Category: Constitution

UNDRIP: THE UNITED NATIONS DECLARATION ON THE RIGHTS OF INDIGENOUS PEOPLES (PART 3 OF 3)

part 2 is here

PART 3:  Enshrining UNDRIP Into Canadian Law Would Do More Harm Than Good

If UNDRIP had been declared 50 years ago and approved by Canada then, it might have given Indigenous Canadians some new and beneficial rights. But Canadian aboriginal law and policy is past that now, and is actually ahead of UNDRIP. Why take a step backwards? The best thing to do with UNDRIP is to forget it.

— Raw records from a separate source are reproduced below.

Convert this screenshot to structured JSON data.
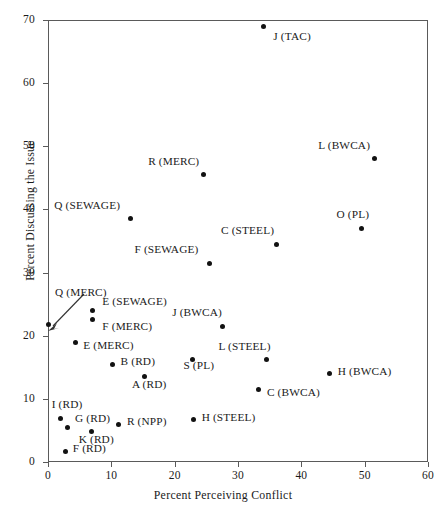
{
  "chart_data": {
    "type": "scatter",
    "title": "",
    "xlabel": "Percent Perceiving Conflict",
    "ylabel": "Percent Discussing the Issue",
    "xlim": [
      0,
      60
    ],
    "ylim": [
      0,
      70
    ],
    "xticks": [
      0,
      10,
      20,
      30,
      40,
      50,
      60
    ],
    "yticks": [
      0,
      10,
      20,
      30,
      40,
      50,
      60,
      70
    ],
    "grid": false,
    "legend": "none",
    "points": [
      {
        "label": "J (TAC)",
        "x": 34.0,
        "y": 69.0,
        "lx": 10,
        "ly": 10
      },
      {
        "label": "L (BWCA)",
        "x": 51.5,
        "y": 48.0,
        "lx": -30,
        "ly": -14
      },
      {
        "label": "R (MERC)",
        "x": 24.5,
        "y": 45.5,
        "lx": -30,
        "ly": -14
      },
      {
        "label": "O (PL)",
        "x": 49.5,
        "y": 37.0,
        "lx": -18,
        "ly": -14
      },
      {
        "label": "Q (SEWAGE)",
        "x": 13.0,
        "y": 38.5,
        "lx": -36,
        "ly": -14
      },
      {
        "label": "C (STEEL)",
        "x": 36.0,
        "y": 34.5,
        "lx": -28,
        "ly": -14
      },
      {
        "label": "F (SEWAGE)",
        "x": 25.5,
        "y": 31.5,
        "lx": -37,
        "ly": -14
      },
      {
        "label": "E (SEWAGE)",
        "x": 7.0,
        "y": 24.0,
        "lx": 10,
        "ly": -9
      },
      {
        "label": "F (MERC)",
        "x": 7.0,
        "y": 22.5,
        "lx": 10,
        "ly": 6
      },
      {
        "label": "Q (MERC)",
        "x": 0.0,
        "y": 21.7,
        "lx": 7,
        "ly": -33
      },
      {
        "label": "J (BWCA)",
        "x": 27.5,
        "y": 21.5,
        "lx": -26,
        "ly": -14
      },
      {
        "label": "E (MERC)",
        "x": 4.3,
        "y": 19.0,
        "lx": 8,
        "ly": 3
      },
      {
        "label": "L (STEEL)",
        "x": 34.5,
        "y": 16.2,
        "lx": -22,
        "ly": -14
      },
      {
        "label": "S (PL)",
        "x": 22.8,
        "y": 16.3,
        "lx": -4,
        "ly": 6
      },
      {
        "label": "B (RD)",
        "x": 10.2,
        "y": 15.5,
        "lx": 8,
        "ly": -3
      },
      {
        "label": "H (BWCA)",
        "x": 44.5,
        "y": 14.0,
        "lx": 8,
        "ly": -3
      },
      {
        "label": "A (RD)",
        "x": 15.3,
        "y": 13.5,
        "lx": -5,
        "ly": 7
      },
      {
        "label": "C (BWCA)",
        "x": 33.3,
        "y": 11.5,
        "lx": 8,
        "ly": 3
      },
      {
        "label": "I (RD)",
        "x": 2.0,
        "y": 6.9,
        "lx": -4,
        "ly": -14
      },
      {
        "label": "G (RD)",
        "x": 3.0,
        "y": 5.5,
        "lx": 8,
        "ly": -9
      },
      {
        "label": "H (STEEL)",
        "x": 23.0,
        "y": 6.7,
        "lx": 8,
        "ly": -3
      },
      {
        "label": "R (NPP)",
        "x": 11.2,
        "y": 6.0,
        "lx": 8,
        "ly": -3
      },
      {
        "label": "K (RD)",
        "x": 6.9,
        "y": 4.8,
        "lx": -4,
        "ly": 7
      },
      {
        "label": "F (RD)",
        "x": 2.8,
        "y": 1.6,
        "lx": 7,
        "ly": -4
      }
    ],
    "annotations": [
      {
        "name": "q-merc-callout-arrow",
        "from_label": "Q (MERC)",
        "to_point": "Q (MERC)"
      }
    ]
  },
  "colors": {
    "marker": "#121212",
    "axis": "#5a5a5a",
    "text": "#1a1a1a",
    "background": "#ffffff"
  }
}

The main reason why so many Canadian journalists and politicians have praised UNDRIP and sought its enshrinement into Canadian law is because they have misunderstood it.  They wrongly believe that it requires governments to secure the “free, prior and informed consent” of Indigenous people in a number of situations, including before giving the green light to resource projects.  If they understood that UNDRIP does not require this, and provides nothing new of benefit to Canadian Indigenous peoples, their enthusiasm might be considerably reduced.

UNDRIP [Text here  ] is not a law. You can’t make a non-law into a law simply by announcing that you have done so. To try to enshrine UNDRIP into law requires much more than legislation that says in effect “UNDRIP is hereby the law of Canada.” 

UNDRIP is a good source of inspiration to appropriate action.  It is not a good source of Canadian law.

UNDRIP is an eloquent declaration of certain general principles of fairness that are desirable for nations to begin to apply, if they have not already done so.  UNDRIP is also necessarily vague because its principles have to be interpreted and applied in harmony with the existing laws of the 100+ UN member countries.   

UNDRIP’s 46 articles declare the desired rights of Indigenous peoples around the world, not as a law but as “a standard of achievement to be pursued in a spirit of partnership and mutual respect”.  It would be complex and time-consuming to attempt to “enshrine” UNDRIP into Canadian aboriginal law.  Yet it would inevitably create fresh uncertainty in well-settled legal protections for Canada’s Indigenous people. 

To cut and paste UNDRIP into Canadian law would be a step backwards. UNDRIP adds no substantial legal protection to Canadian Indigenous people beyond what is already in Canadian law, both in the constitution and in the aboriginal rights developed by the Supreme Court of Canada in a long line of important cases.

UNDRIP may inspire some countries with little protection for their Indigenous populations to progress from where they are to where they should be.  As Canada is already well on the way, the added confusion of trying to say the same thing in two different ways in two different places creates new legal problems without solving old ones.

Canadian aboriginal law could be a lot better, but it is already as good as or better than most of UNDRIP.  Therefore, to write a new law that is no better, but uses different language than existing law, merely creates confusion.  That confusion will generate years of costly, disruptive litigation to resolve.  To try to minimize this, Canadian governments will have to take UNDRIP apart and decide what to take and what to leave.  On issues such as pipelines and similar projects, in my view there is little benefit in taking any part of UNDRIP and enacting legislation based on it.  That is because UNDRIP provides nothing for such projects that Canada’s Indigenous peoples don’t already have. 

The vague language in UNDRIP raises more questions than it answers.  The government’s constitutional duty of consultation has already spawned decades of costly litigation.  Why introduce law with the same intent using new and different language?